I love writing, and I love making arts programmes.

In an arts programme, my job was to go where the talent was. And the talent was in popular culture.

I have written favourably in support of subsidy for the arts since the 1960s, and I continue to believe absolutely in subsidy, as I do in the BBC licence fee.

Control, like curiosity, can be an exterminator.

In 1997, the Labour government set out to strengthen funding for the arts - and achieved it.

We got a copy of the 'New Statesman' at my grammar school in Wigton, Cumbria, in the 1950s. It sat mint fresh every week on the library table, with two or three other bargain-offer magazines. The 'Statesman' came out of the unimaginable Great World. I started to read it then and have pegged along ever since.

In the 1990s, from the estates of Scotland came the phenomenon of Irvine Welsh. 'Trainspotting' demanded its place not only in the high ranks of contemporary fiction but as a describer of a Britain that literally and metaphorically was in a deep mess.

In music, the Specials brought a city, Coventry, bombed out for a second time and riven with racism, to a celebration between black and white musicians and their music.

I just got fed up with the Protestantism that I'd been brought up with being rubbed out, disregarded. There's an awful lot of frailty and doubt about it, which I understand and share, but there are certain things you just have to acknowledge.

I'd been writing fiction for 50 years, since I was 19. And when you write fiction, it becomes a way of thinking: there's always a novel around. The strange thing was that after 'Remember Me,' there wasn't.

I was born in a radio world, and I got so much from it.

I'm going to try and make you take the Beatles and Eric Clapton as seriously as the Berlin Philharmonic and Simon Rattle.

Darwin talks about evolution, but he doesn't say how it started. Maybe the sense of mystery will dissolve in the face of science, but I am not so sure. We are all described by the human genome, but it's getting people nowhere.

My memory seems to be holding on quite well. There is no reason why it shouldn't if you keep training it.

I'm addicted to 'Game Of Thrones.'

I like the fact George R. R. Martin took Shakespeare's political plays as material, but he also took on all sorts of other sensational stories and mingled them in together.

People in jobs that they hate must be worn out.

Sometimes, you're just moved by people's journeys.

I don't get nervous when I'm interviewing someone on film - it can be cut, and we can do it again. It is quite nerve-racking doing things live.

A structure is a bit like a story. People will go along with you - they see where you're going.

To give religion two minutes a day, in its own space, isn't exactly selling general morality or atheism short.

That's why writing is important to me. Time goes past, and you've been somewhere and come back that hasn't hurt you, and you've been somebody else.

Now, perfectly ordinary people will give each other hugs. I mean, it used to be that a hug was reserved for if you came back from Australia - you know, back in the '40s and '50s.

I don't go around thinking I'm attractive or not attractive. It has never occurred to me. People don't think like that where I come from... No one has ever said, 'Oh, he's a good-looking bloke.' They just didn't use those words about men.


* _WHAT YOU HAVE TO DO_: Because the entries hold pictures, reproduce only their words, exactly as written.

* _RECORDS FOR THIS EXERCISE_:
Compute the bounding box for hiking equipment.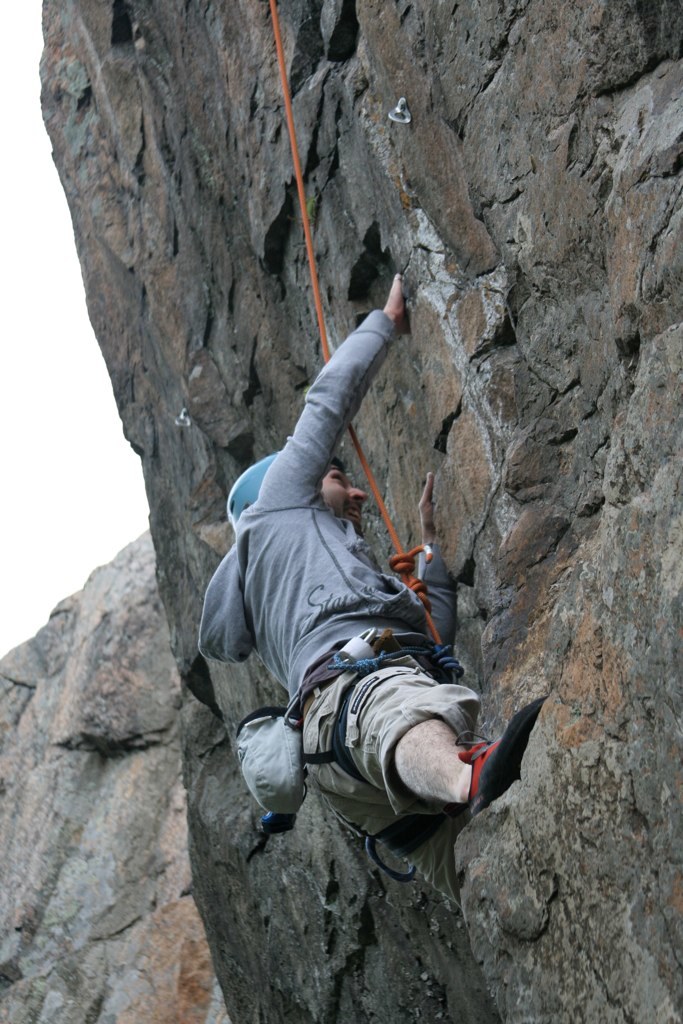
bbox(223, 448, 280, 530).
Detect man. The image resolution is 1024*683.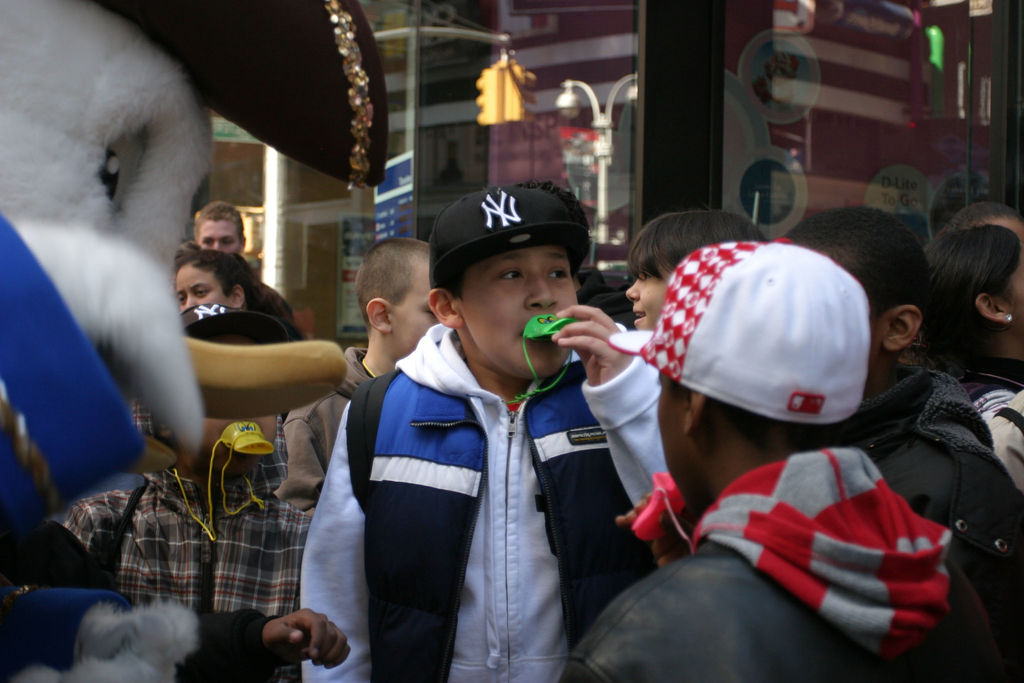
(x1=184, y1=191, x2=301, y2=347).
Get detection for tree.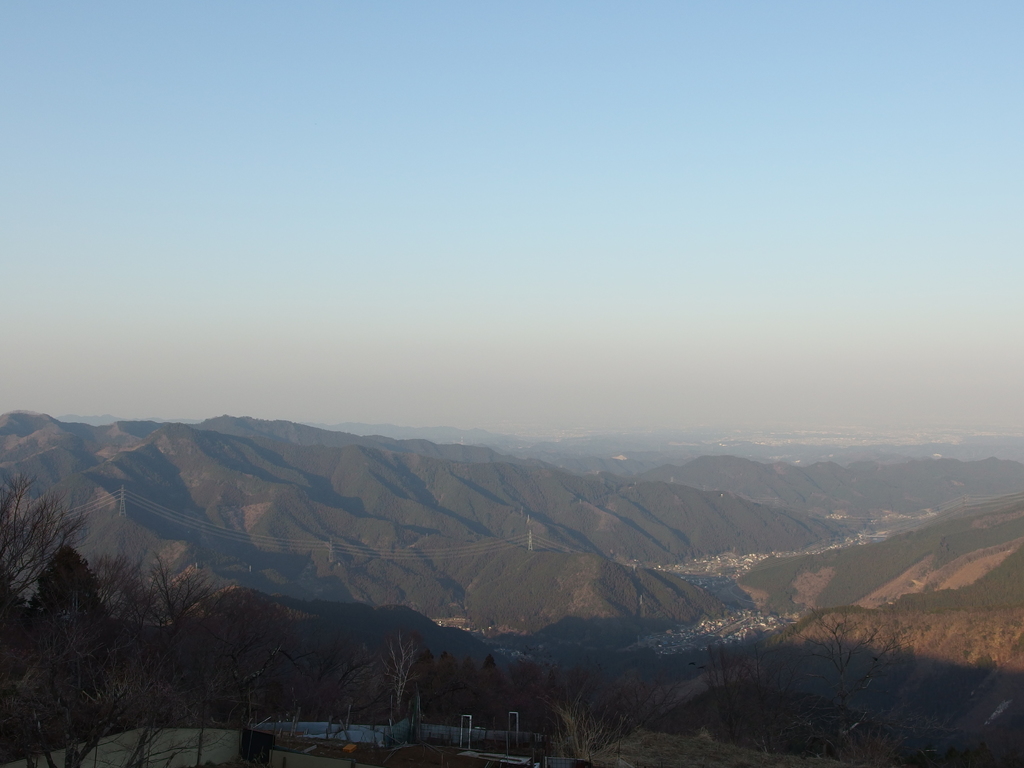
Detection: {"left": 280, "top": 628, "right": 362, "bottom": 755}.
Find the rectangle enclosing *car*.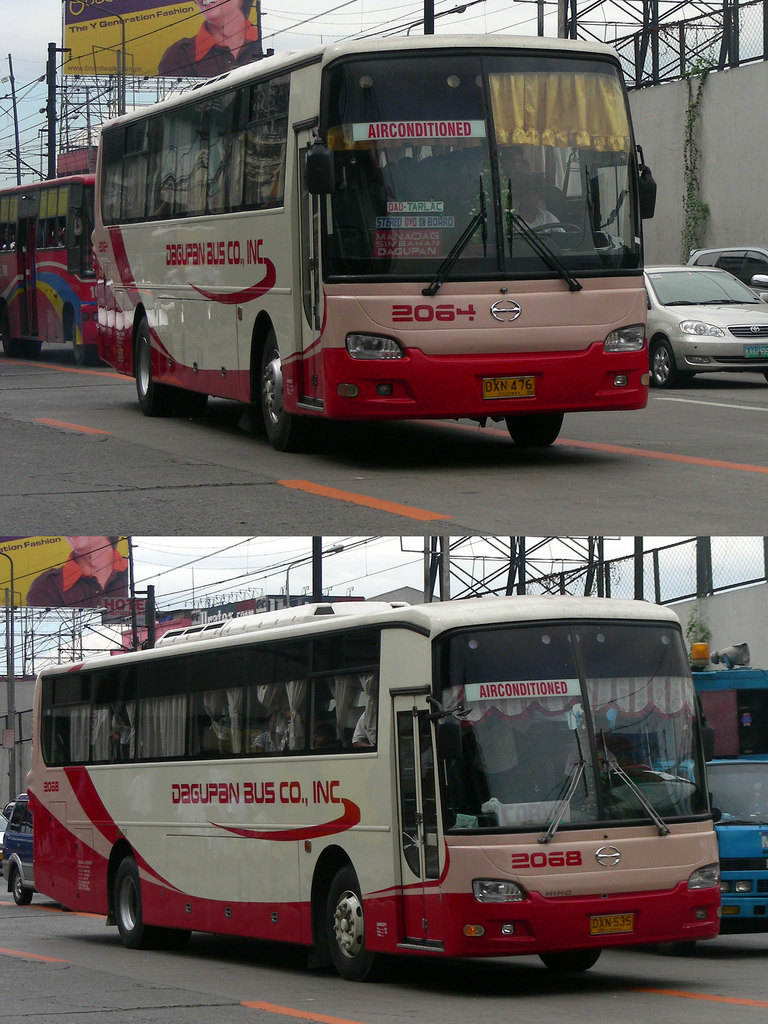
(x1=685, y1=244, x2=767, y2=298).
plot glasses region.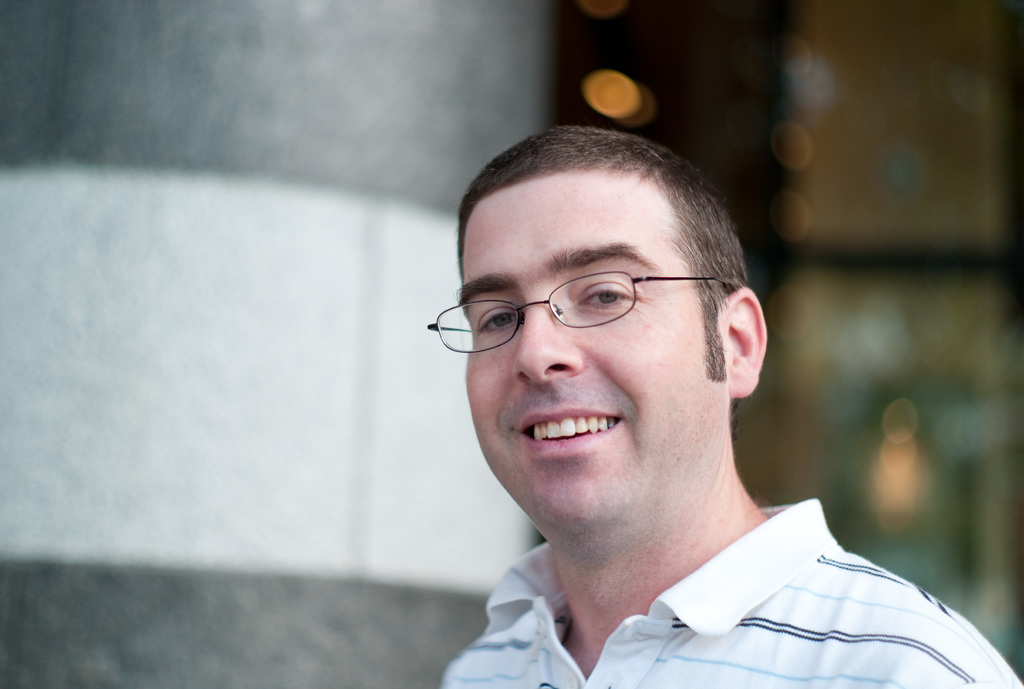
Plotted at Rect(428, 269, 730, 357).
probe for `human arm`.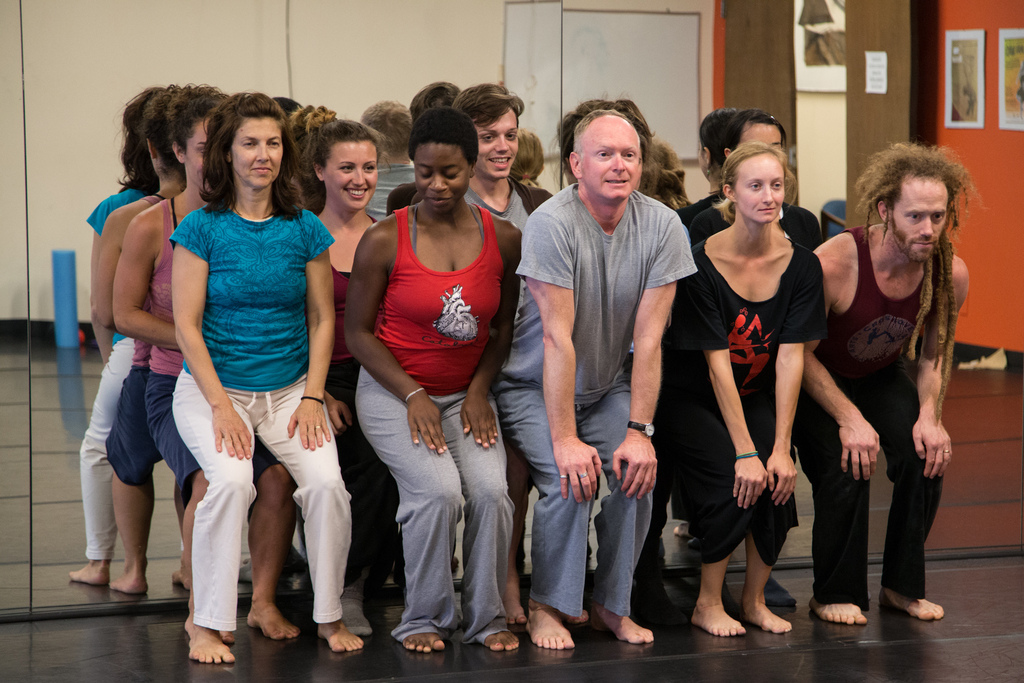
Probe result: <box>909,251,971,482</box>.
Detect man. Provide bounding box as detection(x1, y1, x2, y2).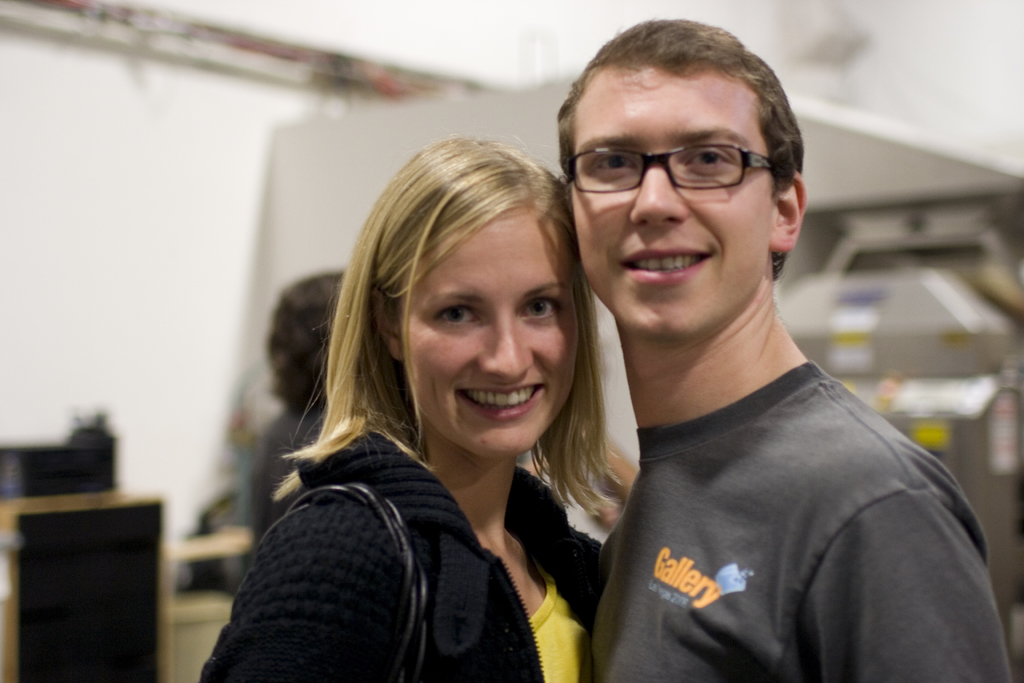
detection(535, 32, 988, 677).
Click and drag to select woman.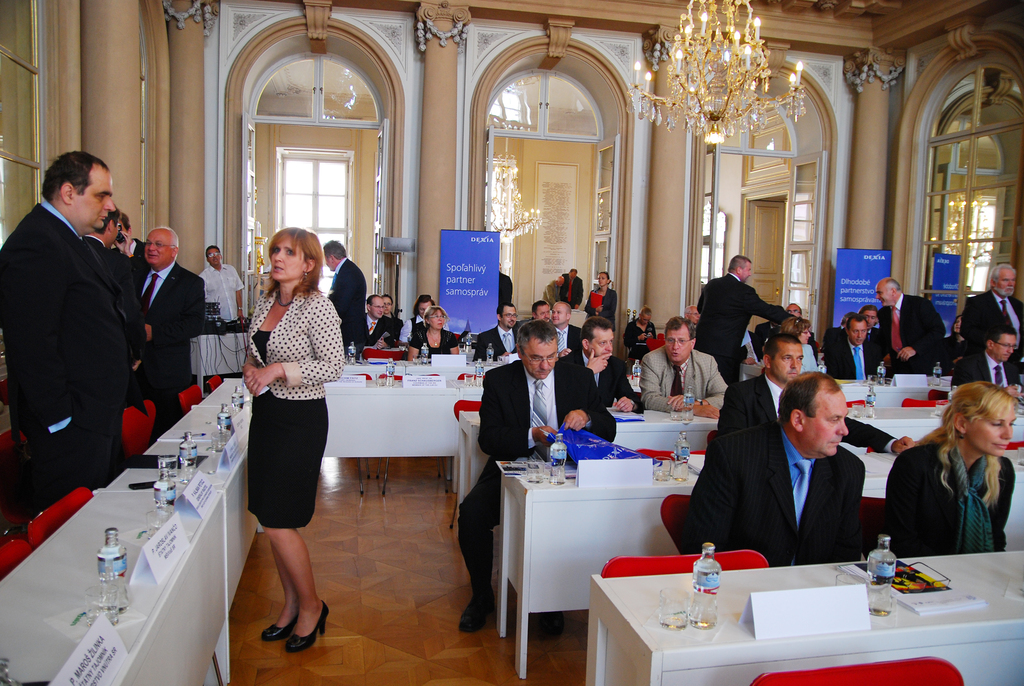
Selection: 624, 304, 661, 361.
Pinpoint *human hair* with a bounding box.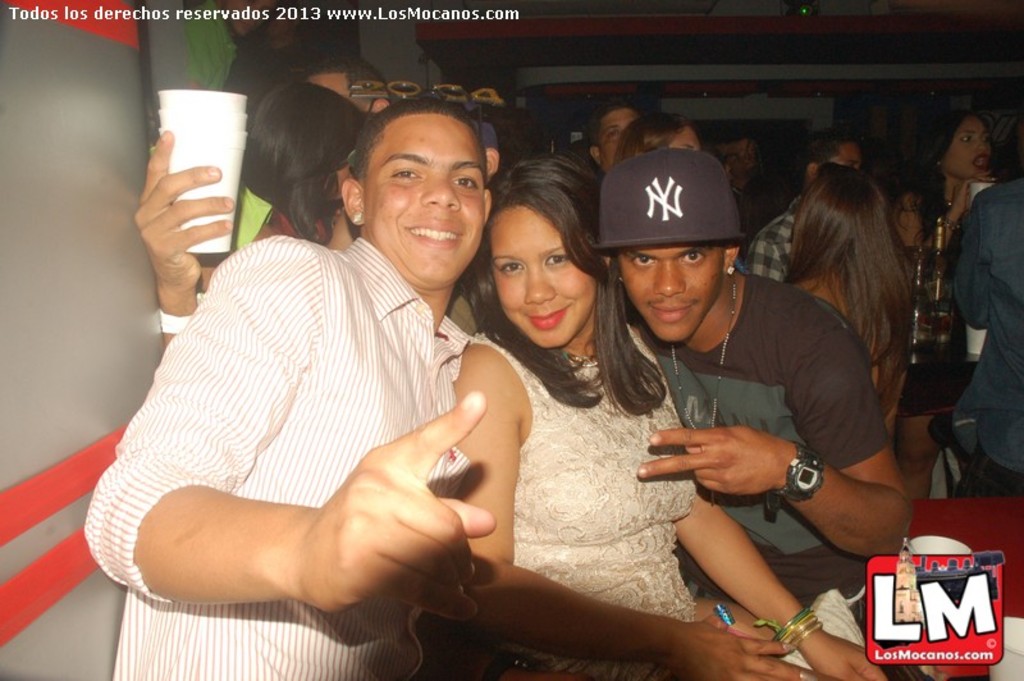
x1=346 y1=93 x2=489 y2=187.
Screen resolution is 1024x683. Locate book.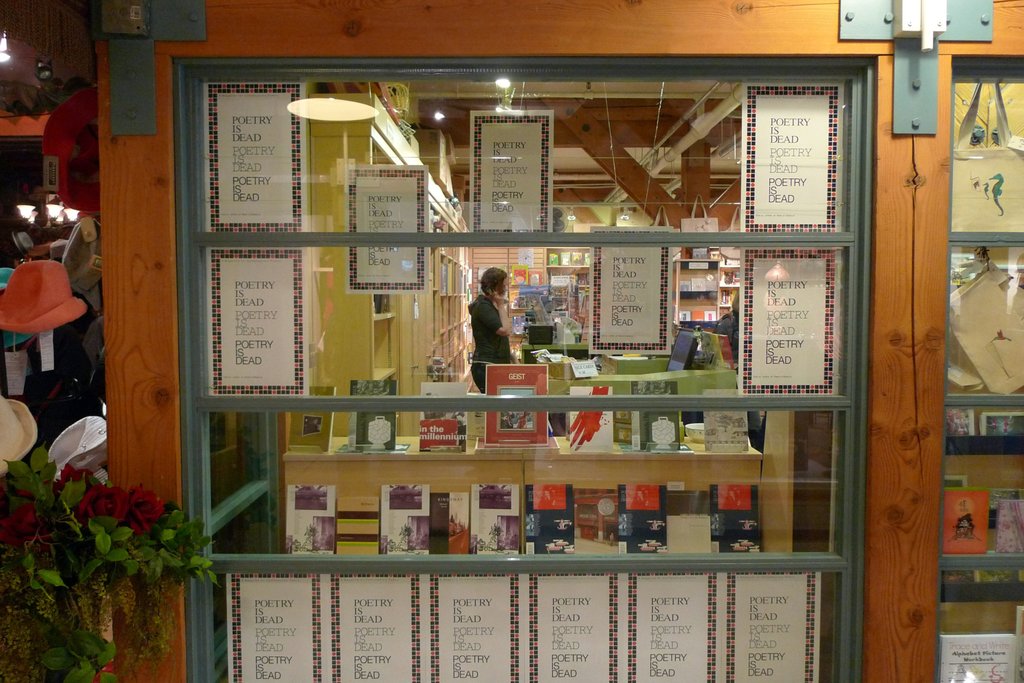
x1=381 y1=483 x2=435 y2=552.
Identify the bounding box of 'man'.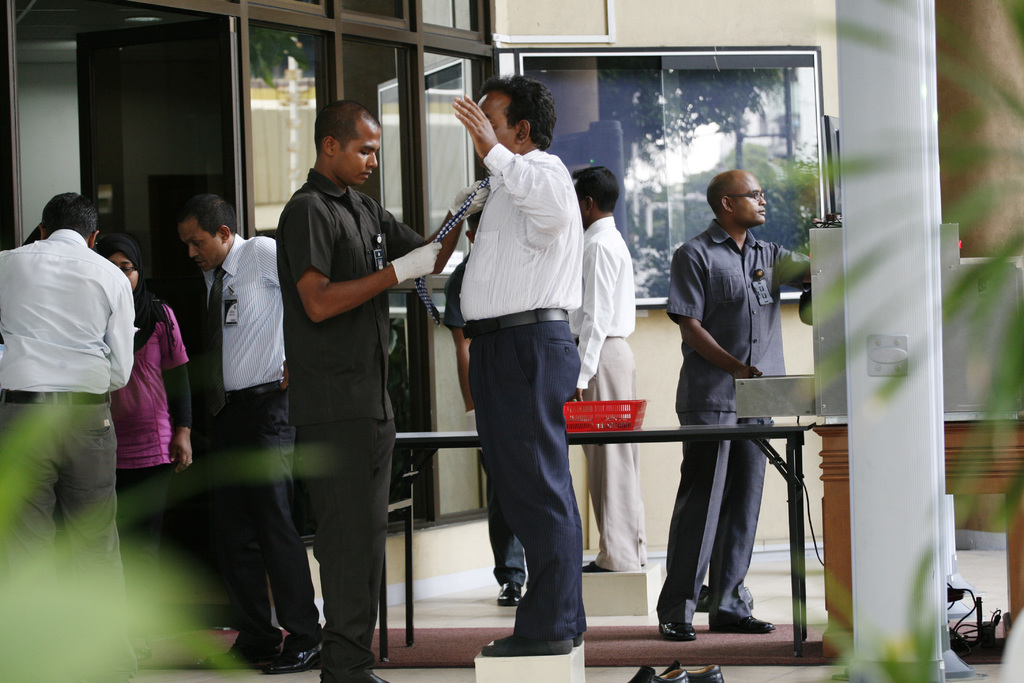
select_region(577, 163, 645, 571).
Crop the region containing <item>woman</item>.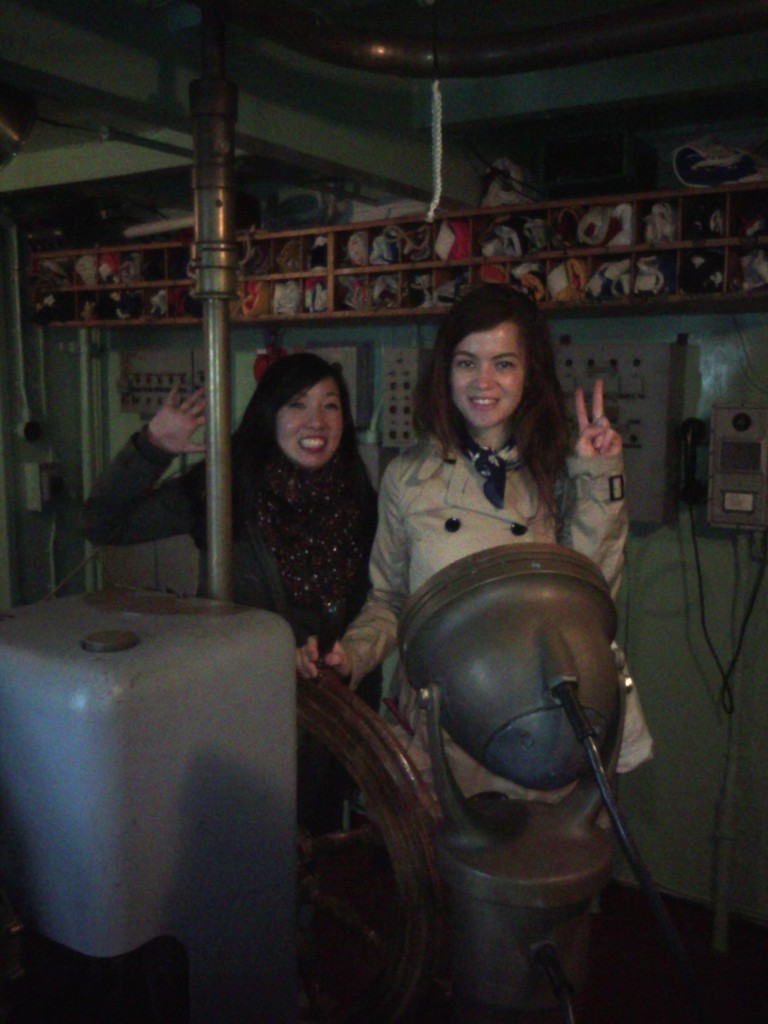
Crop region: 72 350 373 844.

* _WRITTEN RESPONSE_:
Compute the bounding box for hiking equipment.
bbox(223, 448, 280, 530).
Detect man. The image resolution is 1024*683.
(x1=184, y1=191, x2=301, y2=347).
Get detection for tree.
Detection: {"left": 280, "top": 628, "right": 362, "bottom": 755}.
Find the rectangle enclosing *car*.
(x1=685, y1=244, x2=767, y2=298).
plot glasses region.
Plotted at Rect(428, 269, 730, 357).
probe for `human arm`.
Probe result: <box>909,251,971,482</box>.
Detect man. Provide bounding box as detection(x1, y1, x2, y2).
detection(535, 32, 988, 677).
Click and drag to select woman.
Selection: 624, 304, 661, 361.
Pinpoint *human hair* with a bounding box.
x1=346 y1=93 x2=489 y2=187.
Screen resolution is 1024x683. Locate book.
x1=381 y1=483 x2=435 y2=552.
Identify the bounding box of 'man'.
select_region(577, 163, 645, 571).
Crop the region containing <item>woman</item>.
Crop region: 72 350 373 844.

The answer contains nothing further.